The House on Thursday will take its first formal vote on the impeachment inquiry into President Trump. Lawmakers are expected to vote largely along party lines to adopt a resolution that will set rules for the next phase of the inquiry, including public hearings and the drafting of articles of impeachment against the president.
The vote is a striking turnabout for House Democrats. For weeks, they have resisted formal floor action, fearing that a vote could hurt the re-election prospects of members in Trump-friendly swing districts where voters want them to focus more on issues like jobs and the high price of prescription drugs than on a seemingly futile effort to oust the president.
But after a series of bombshell revelations about the president’s pressure campaign to enlist Ukraine to investigate his political rivals, Democrats are convinced the public is behind the inquiry, and are ready to call the bluff of Republicans who have been demanding a floor vote.

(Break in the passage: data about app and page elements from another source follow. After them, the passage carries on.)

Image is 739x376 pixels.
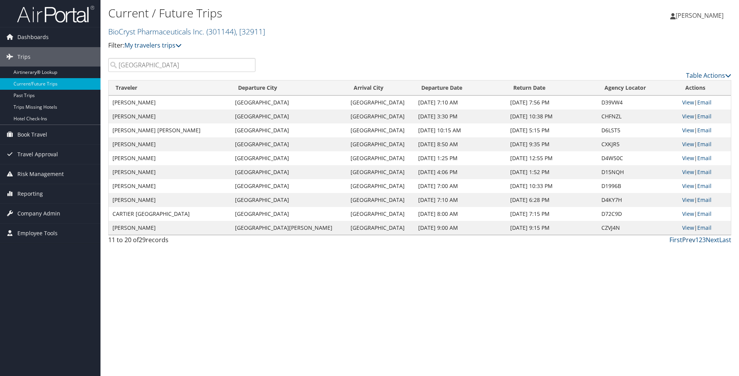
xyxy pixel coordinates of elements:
td: D15NQH [598,165,679,179]
td: [DATE] 9:35 PM [507,137,598,151]
td: [DATE] 1:52 PM [507,165,598,179]
td: CHFNZL [598,109,679,123]
th: Arrival City: activate to sort column ascending [347,80,415,96]
td: [GEOGRAPHIC_DATA] [347,151,415,165]
span: [PERSON_NAME] [676,11,724,20]
a: Email [698,168,712,176]
a: Table Actions [686,71,732,80]
td: [PERSON_NAME] [109,96,231,109]
a: View [683,224,694,231]
a: Email [698,210,712,217]
td: [GEOGRAPHIC_DATA] [347,96,415,109]
td: [PERSON_NAME] [109,221,231,235]
a: View [683,168,694,176]
td: D6LST5 [598,123,679,137]
td: | [679,137,731,151]
td: | [679,207,731,221]
th: Departure City: activate to sort column ascending [231,80,347,96]
a: View [683,140,694,148]
a: BioCryst Pharmaceuticals Inc. [108,26,265,37]
a: View [683,99,694,106]
td: CZVJ4N [598,221,679,235]
td: [GEOGRAPHIC_DATA] [347,123,415,137]
a: View [683,113,694,120]
td: [GEOGRAPHIC_DATA] [347,179,415,193]
td: [PERSON_NAME] [109,193,231,207]
td: [DATE] 10:15 AM [415,123,507,137]
a: View [683,196,694,203]
a: View [683,126,694,134]
a: First [670,235,683,244]
a: Email [698,224,712,231]
td: [GEOGRAPHIC_DATA] [347,165,415,179]
span: Trips [17,47,31,67]
td: [DATE] 8:50 AM [415,137,507,151]
img: airportal-logo.png [17,5,94,23]
td: [DATE] 7:56 PM [507,96,598,109]
a: [PERSON_NAME] [671,4,732,27]
a: Email [698,99,712,106]
th: Departure Date: activate to sort column descending [415,80,507,96]
td: [GEOGRAPHIC_DATA] [231,137,347,151]
td: [DATE] 7:10 AM [415,193,507,207]
td: CARTIER [GEOGRAPHIC_DATA] [109,207,231,221]
h1: Current / Future Trips [108,5,524,21]
td: [GEOGRAPHIC_DATA] [347,137,415,151]
td: [DATE] 7:00 AM [415,179,507,193]
td: [PERSON_NAME] [109,109,231,123]
a: Prev [683,235,696,244]
td: | [679,179,731,193]
td: [GEOGRAPHIC_DATA] [231,165,347,179]
a: Email [698,154,712,162]
td: | [679,96,731,109]
td: [PERSON_NAME] [109,151,231,165]
a: Last [720,235,732,244]
td: [PERSON_NAME] [PERSON_NAME] [109,123,231,137]
span: Book Travel [17,125,47,144]
a: Email [698,126,712,134]
span: Employee Tools [17,224,58,243]
td: [DATE] 7:15 PM [507,207,598,221]
td: [DATE] 8:00 AM [415,207,507,221]
td: [DATE] 6:28 PM [507,193,598,207]
td: [GEOGRAPHIC_DATA] [231,193,347,207]
a: 1 [696,235,699,244]
td: D39VW4 [598,96,679,109]
td: [PERSON_NAME] [109,137,231,151]
a: My travelers trips [125,41,182,49]
td: CXKJR5 [598,137,679,151]
span: , [ 32911 ] [236,26,265,37]
a: Email [698,140,712,148]
span: ( 301144 ) [206,26,236,37]
td: [GEOGRAPHIC_DATA] [231,109,347,123]
span: Company Admin [17,204,60,223]
td: [GEOGRAPHIC_DATA] [231,96,347,109]
td: | [679,123,731,137]
th: Traveler: activate to sort column ascending [109,80,231,96]
td: [GEOGRAPHIC_DATA] [347,207,415,221]
td: [DATE] 1:25 PM [415,151,507,165]
td: [GEOGRAPHIC_DATA] [231,123,347,137]
td: [GEOGRAPHIC_DATA] [231,151,347,165]
td: | [679,193,731,207]
td: [DATE] 9:00 AM [415,221,507,235]
td: [DATE] 10:38 PM [507,109,598,123]
td: [DATE] 10:33 PM [507,179,598,193]
a: Email [698,113,712,120]
td: | [679,151,731,165]
td: [PERSON_NAME] [109,165,231,179]
th: Return Date: activate to sort column ascending [507,80,598,96]
td: | [679,221,731,235]
td: [GEOGRAPHIC_DATA] [347,221,415,235]
a: Email [698,196,712,203]
td: [GEOGRAPHIC_DATA] [231,179,347,193]
td: | [679,109,731,123]
a: View [683,210,694,217]
a: Email [698,182,712,189]
th: Agency Locator: activate to sort column ascending [598,80,679,96]
td: [DATE] 4:06 PM [415,165,507,179]
td: [PERSON_NAME] [109,179,231,193]
td: [GEOGRAPHIC_DATA] [347,193,415,207]
td: [DATE] 9:15 PM [507,221,598,235]
a: 3 [703,235,706,244]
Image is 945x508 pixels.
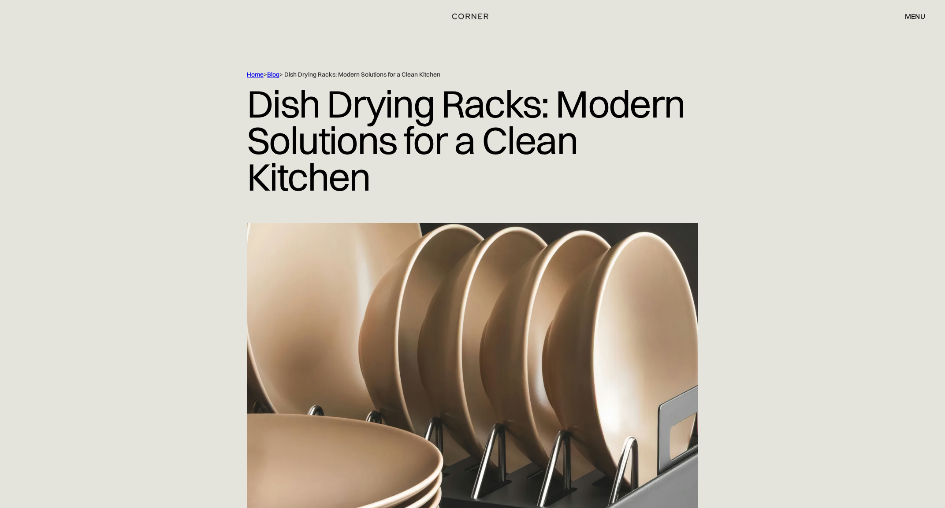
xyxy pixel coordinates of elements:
div: menu [896,9,925,24]
h1: Dish Drying Racks: Modern Solutions for a Clean Kitchen [247,79,698,202]
a: Home [247,70,263,78]
a: home [434,11,510,22]
a: Blog [267,70,279,78]
div: > > Dish Drying Racks: Modern Solutions for a Clean Kitchen [247,70,661,79]
div: menu [904,13,925,20]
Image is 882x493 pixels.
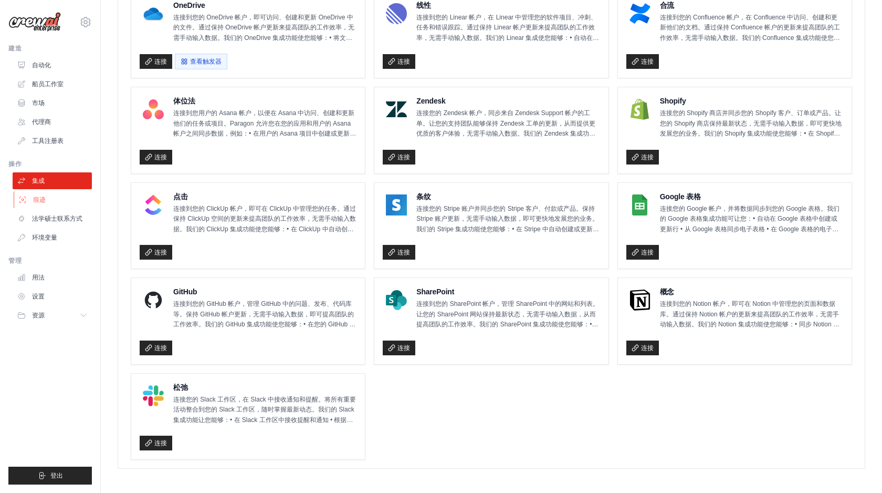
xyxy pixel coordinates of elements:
[32,274,45,281] font: 用法
[32,177,45,184] font: 集成
[173,287,197,296] font: GitHub
[154,439,167,446] font: 连接
[386,3,407,24] img: 线性标志
[13,229,92,246] a: 环境变量
[13,57,92,74] a: 自动化
[175,54,227,69] button: 查看触发器
[173,109,356,158] font: 连接到您用户的 Asana 帐户，以便在 Asana 中访问、创建和更新他们的任务或项目。Paragon 允许您在您的应用和用户的 Asana 帐户之间同步数据，例如：• 在用户的 Asana ...
[660,109,842,158] font: 连接您的 Shopify 商店并同步您的 Shopify 客户、订单或产品。让您的 Shopify 商店保持最新状态，无需手动输入数据，即可更快地发展您的业务。我们的 Shopify 集成功能使...
[386,289,407,310] img: SharePoint 徽标
[33,196,46,203] font: 痕迹
[154,58,167,65] font: 连接
[32,293,45,300] font: 设置
[641,153,654,161] font: 连接
[173,192,188,201] font: 点击
[32,61,51,69] font: 自动化
[154,248,167,256] font: 连接
[660,192,701,201] font: Google 表格
[660,300,840,348] font: 连接到您的 Notion 帐户，即可在 Notion 中管理您的页面和数据库。通过保持 Notion 帐户的更新来提高团队的工作效率，无需手动输入数据。我们的 Notion 集成功能使您能够：•...
[398,58,410,65] font: 连接
[660,1,675,9] font: 合流
[143,194,164,215] img: ClickUp 徽标
[154,344,167,351] font: 连接
[173,97,195,105] font: 体位法
[416,287,454,296] font: SharePoint
[416,300,599,348] font: 连接到您的 SharePoint 帐户，管理 SharePoint 中的网站和列表。让您的 SharePoint 网站保持最新状态，无需手动输入数据，从而提高团队的工作效率。我们的 ShareP...
[416,97,445,105] font: Zendesk
[660,97,686,105] font: Shopify
[154,153,167,161] font: 连接
[641,58,654,65] font: 连接
[8,160,22,168] font: 操作
[386,194,407,215] img: 条纹标志
[32,118,51,126] font: 代理商
[660,14,840,62] font: 连接到您的 Confluence 帐户，在 Confluence 中访问、创建和更新他们的文档。通过保持 Confluence 帐户的更新来提高团队的工作效率，无需手动输入数据。我们的 Conf...
[398,248,410,256] font: 连接
[173,14,354,52] font: 连接到您的 OneDrive 帐户，即可访问、创建和更新 OneDrive 中的文件。通过保持 OneDrive 帐户更新来提高团队的工作效率，无需手动输入数据。我们的 OneDrive 集成功...
[416,205,599,253] font: 连接您的 Stripe 账户并同步您的 Stripe 客户、付款或产品。保持 Stripe 账户更新，无需手动输入数据，即可更快地发展您的业务。我们的 Stripe 集成功能使您能够：• 在 S...
[13,113,92,130] a: 代理商
[8,12,61,32] img: 标识
[143,289,164,310] img: GitHub 徽标
[50,472,63,479] font: 登出
[641,344,654,351] font: 连接
[8,466,92,484] button: 登出
[173,395,356,434] font: 连接您的 Slack 工作区，在 Slack 中接收通知和提醒。将所有重要活动整合到您的 Slack 工作区，随时掌握最新动态。我们的 Slack 集成功能让您能够：• 在 Slack 工作区中...
[398,153,410,161] font: 连接
[143,99,164,120] img: Asana 标志
[416,109,596,158] font: 连接您的 Zendesk 帐户，同步来自 Zendesk Support 帐户的工单。让您的支持团队能够保持 Zendesk 工单的更新，从而提供更优质的客户体验，无需手动输入数据。我们的 Ze...
[32,311,45,319] font: 资源
[13,76,92,92] a: 船员工作室
[13,132,92,149] a: 工具注册表
[13,172,92,189] a: 集成
[13,269,92,286] a: 用法
[13,288,92,305] a: 设置
[14,191,93,208] a: 痕迹
[143,3,164,24] img: OneDrive 徽标
[13,210,92,227] a: 法学硕士联系方式
[13,95,92,111] a: 市场
[173,1,205,9] font: OneDrive
[32,234,57,241] font: 环境变量
[630,194,651,215] img: Google 表格徽标
[416,14,599,62] font: 连接到您的 Linear 帐户，在 Linear 中管理您的软件项目、冲刺、任务和错误跟踪。通过保持 Linear 帐户更新来提高团队的工作效率，无需手动输入数据。我们的 Linear 集成使您...
[416,1,431,9] font: 线性
[641,248,654,256] font: 连接
[13,307,92,324] button: 资源
[398,344,410,351] font: 连接
[143,385,164,406] img: Slack 徽标
[630,3,651,24] img: Confluence 徽标
[32,137,64,144] font: 工具注册表
[32,80,64,88] font: 船员工作室
[416,192,431,201] font: 条纹
[386,99,407,120] img: Zendesk 徽标
[173,205,356,253] font: 连接到您的 ClickUp 帐户，即可在 ClickUp 中管理您的任务。通过保持 ClickUp 空间的更新来提高团队的工作效率，无需手动输入数据。我们的 ClickUp 集成功能使您能够：•...
[630,99,651,120] img: Shopify 徽标
[173,383,188,391] font: 松弛
[190,58,222,65] font: 查看触发器
[660,205,840,243] font: 连接您的 Google 帐户，并将数据同步到您的 Google 表格。我们的 Google 表格集成功能可让您：• 自动在 Google 表格中创建或更新行 • 从 Google 表格同步电子表...
[8,257,22,264] font: 管理
[660,287,675,296] font: 概念
[32,215,82,222] font: 法学硕士联系方式
[173,300,356,348] font: 连接到您的 GitHub 帐户，管理 GitHub 中的问题、发布、代码库等。保持 GitHub 帐户更新，无需手动输入数据，即可提高团队的工作效率。我们的 GitHub 集成功能使您能够：• ...
[630,289,651,310] img: Notion 标志
[32,99,45,107] font: 市场
[8,45,22,52] font: 建造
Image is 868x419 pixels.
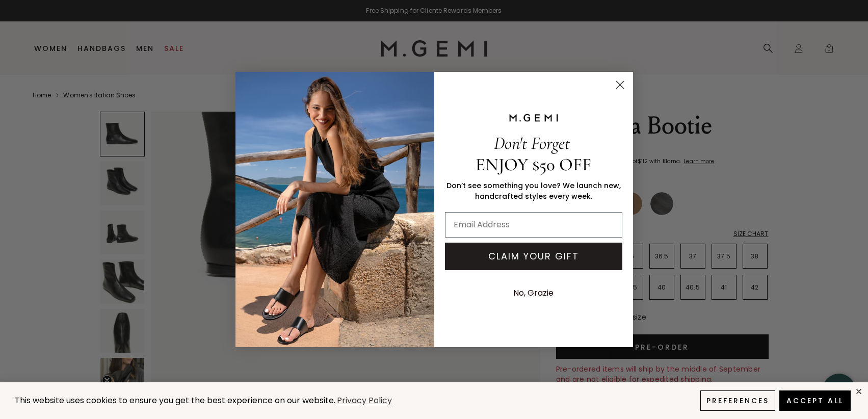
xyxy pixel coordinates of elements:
[508,113,560,122] img: M.GEMI
[336,395,394,408] a: Privacy Policy (opens in a new tab)
[855,387,863,396] div: close
[445,212,623,238] input: Email Address
[611,76,629,94] button: Close dialog
[700,391,775,411] button: Preferences
[447,180,621,201] span: Don’t see something you love? We launch new, handcrafted styles every week.
[476,154,591,175] span: ENJOY $50 OFF
[780,391,851,411] button: Accept All
[445,243,623,270] button: CLAIM YOUR GIFT
[235,72,435,347] img: M.Gemi
[15,395,336,406] span: This website uses cookies to ensure you get the best experience on our website.
[494,133,570,154] span: Don't Forget
[508,280,559,306] button: No, Grazie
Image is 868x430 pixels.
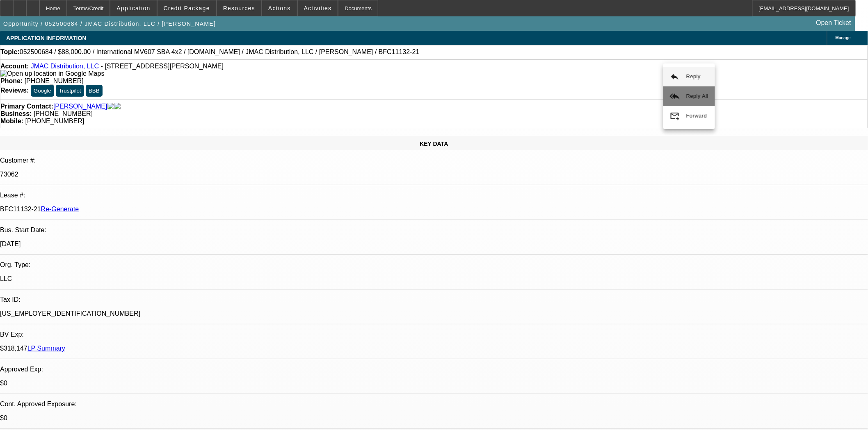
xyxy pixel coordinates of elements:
[304,5,332,11] span: Activities
[223,5,255,11] span: Resources
[217,1,261,16] button: Resources
[117,5,150,11] span: Application
[670,91,680,101] mat-icon: reply_all
[1,77,23,84] strong: Phone:
[164,5,210,11] span: Credit Package
[25,117,84,124] span: [PHONE_NUMBER]
[813,16,855,30] a: Open Ticket
[101,63,224,69] span: - [STREET_ADDRESS][PERSON_NAME]
[686,112,707,119] span: Forward
[298,1,338,16] button: Activities
[1,63,29,69] strong: Account:
[1,117,23,124] strong: Mobile:
[670,111,680,121] mat-icon: forward_to_inbox
[1,48,20,56] strong: Topic:
[1,87,29,94] strong: Reviews:
[686,74,700,79] span: Reply
[4,21,216,27] span: Opportunity / 052500684 / JMAC Distribution, LLC / [PERSON_NAME]
[108,103,114,110] img: facebook-icon.png
[268,5,291,11] span: Actions
[835,35,850,40] span: Manage
[420,141,448,147] span: KEY DATA
[30,63,99,69] a: JMAC Distribution, LLC
[41,206,79,213] a: Re-Generate
[114,103,120,110] img: linkedin-icon.png
[1,70,104,77] img: Open up location in Google Maps
[670,71,680,81] mat-icon: reply
[1,70,104,77] a: View Google Maps
[56,85,84,97] button: Trustpilot
[53,103,108,110] a: [PERSON_NAME]
[28,345,65,352] a: LP Summary
[157,1,216,16] button: Credit Package
[30,85,54,97] button: Google
[1,110,32,117] strong: Business:
[110,1,156,16] button: Application
[34,110,93,117] span: [PHONE_NUMBER]
[686,93,708,99] span: Reply All
[6,35,86,42] span: APPLICATION INFORMATION
[86,85,103,97] button: BBB
[20,48,420,56] span: 052500684 / $88,000.00 / International MV607 SBA 4x2 / [DOMAIN_NAME] / JMAC Distribution, LLC / [...
[25,77,84,84] span: [PHONE_NUMBER]
[262,1,297,16] button: Actions
[1,103,53,110] strong: Primary Contact:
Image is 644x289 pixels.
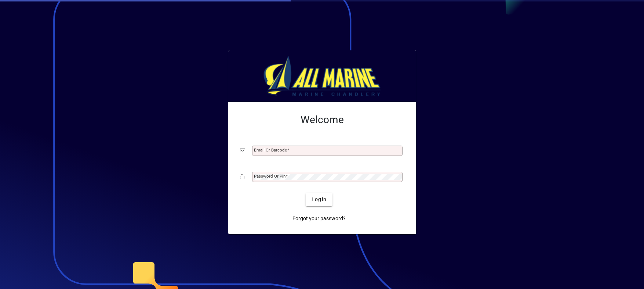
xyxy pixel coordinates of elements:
[312,195,326,203] span: Login
[254,173,285,179] mat-label: Password or Pin
[293,215,346,223] span: Forgot your password?
[240,114,404,126] h2: Welcome
[254,147,287,152] mat-label: Email or Barcode
[305,193,332,206] button: Login
[290,212,349,225] a: Forgot your password?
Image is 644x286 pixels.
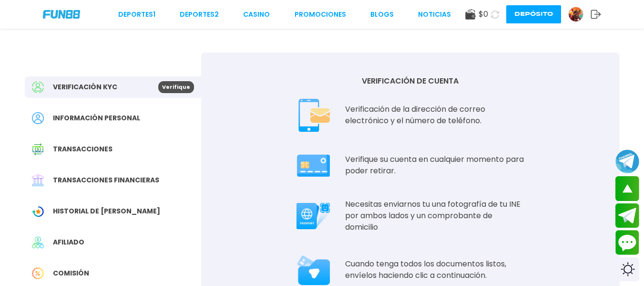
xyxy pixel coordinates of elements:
a: CommissionComisión [25,262,201,284]
p: Verifique su cuenta en cualquier momento para poder retirar. [345,153,525,177]
button: scroll up [616,176,639,201]
a: Transaction HistoryTransacciones [25,138,201,160]
a: PersonalInformación personal [25,107,201,129]
a: Avatar [568,6,590,22]
button: Depósito [506,5,561,24]
img: Commission [32,267,44,279]
span: Historial de [PERSON_NAME] [53,206,160,216]
p: Verifique [158,81,194,93]
img: Card [296,154,330,177]
img: Passport [296,203,330,229]
a: Financial TransactionTransacciones financieras [25,170,201,191]
span: Afiliado [53,237,84,247]
span: Transacciones [53,144,113,154]
a: BLOGS [370,10,394,19]
img: Affiliate [32,236,44,248]
img: Wagering Transaction [32,206,44,217]
img: Personal [32,112,44,124]
p: Necesitas enviarnos tu una fotografía de tu INE por ambos lados y un comprobante de domicilio [345,199,525,233]
button: Join telegram [616,203,639,228]
a: CASINO [243,10,270,19]
img: Phone Email [296,98,330,132]
a: Deportes2 [179,10,219,19]
img: Company Logo [43,10,80,18]
span: $ 0 [478,9,488,20]
a: Verificación KYCVerifique [25,76,201,98]
a: Deportes1 [118,10,155,19]
a: Promociones [295,10,346,19]
a: NOTICIAS [418,10,451,19]
button: Join telegram channel [616,149,639,174]
button: Contact customer service [616,230,639,255]
p: Verificación de la dirección de correo electrónico y el número de teléfono. [345,104,525,127]
p: Cuando tenga todos los documentos listos, envíelos haciendo clic a continuación. [345,258,525,281]
img: Financial Transaction [32,174,44,186]
div: Switch theme [616,258,639,281]
span: Información personal [53,113,140,123]
img: Transaction History [32,143,44,155]
span: Comisión [53,268,89,278]
img: Passport [296,255,330,284]
span: Transacciones financieras [53,175,159,185]
a: Wagering TransactionHistorial de [PERSON_NAME] [25,201,201,222]
img: Avatar [568,7,583,21]
p: VERIFICACIÓN DE CUENTA [296,76,525,87]
span: Verificación KYC [53,82,117,92]
a: AffiliateAfiliado [25,231,201,253]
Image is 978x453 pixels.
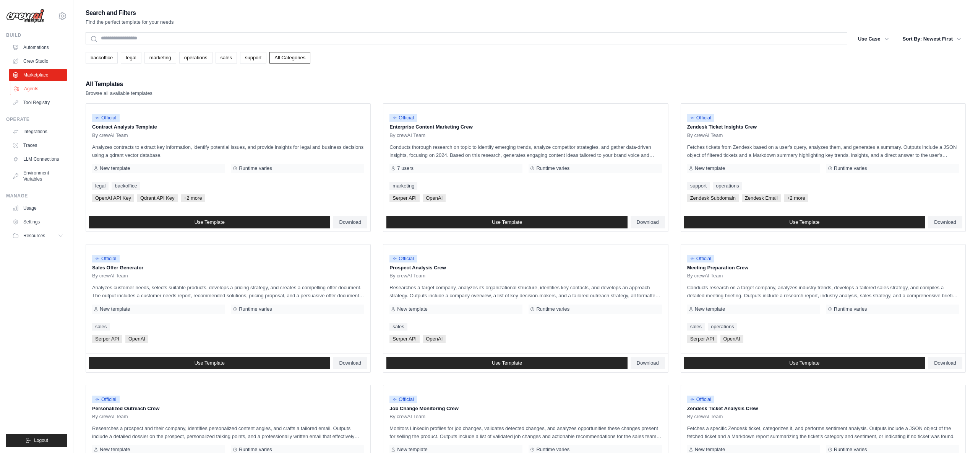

Speaker Nancy Pelosi has scheduled the vote for Thursday morning
“I don’t know why the Republicans are afraid of the truth,” she said, adding that nothing less than the country’s democracy is at stake.
No House member would vote to impeach the president, Pelosi said, “unless his actions are jeopardizing our honoring our oath of office.”
She cited “the genius of the Constitution — a separation of powers, three coequal branches of government to be a check and balance on each other — and it is to that that we take an oath of office
House investigators are preparing to hear from four more witnesses on Monday, including White House officials John Eisenberg and Robert Blair, according to an official working on the impeachment inquiry who requested anonymity to discuss closed-door proceedings.
Eisenberg is the White House’s legal adviser on national security issues. According to testimony this week by Army Lt. Col. Alexander Vindman, the top Ukraine adviser at the White House, Eisenberg proposed moving a transcript of Trump’s call with Zelensky to a highly classified server and restricting access to it.
Blair is a top national security adviser to acting White House chief of staff Mick Mulvaney
Others called to testify on Monday include Michael Ellis, a legal adviser to the National Security Council, and Brian McCormack, an official with the Office of Management and Budget It was not immediately clear how likely it is the four individuals will appear
Rules Chairman Jim McGovern (D-Mass.) said he “never wanted the country to reach this point” as debate got underway on the resolution that defines the parameters of the next phase of the impeachment inquiry.
“We are not here in some partisan exercise,” McGovern said on the House floor. “There is serious evidence that President Trump may have violated the Constitution.”
The resolution lays out the rules for what McGovern described as “the public-facing phase of this process,” which will include nationally televised public hearings.
Tom Cole (R-Okla.), the ranking Republican member on the Rules Committee, unsuccessfully sought to expand debate on the resolution from one hour to four hours.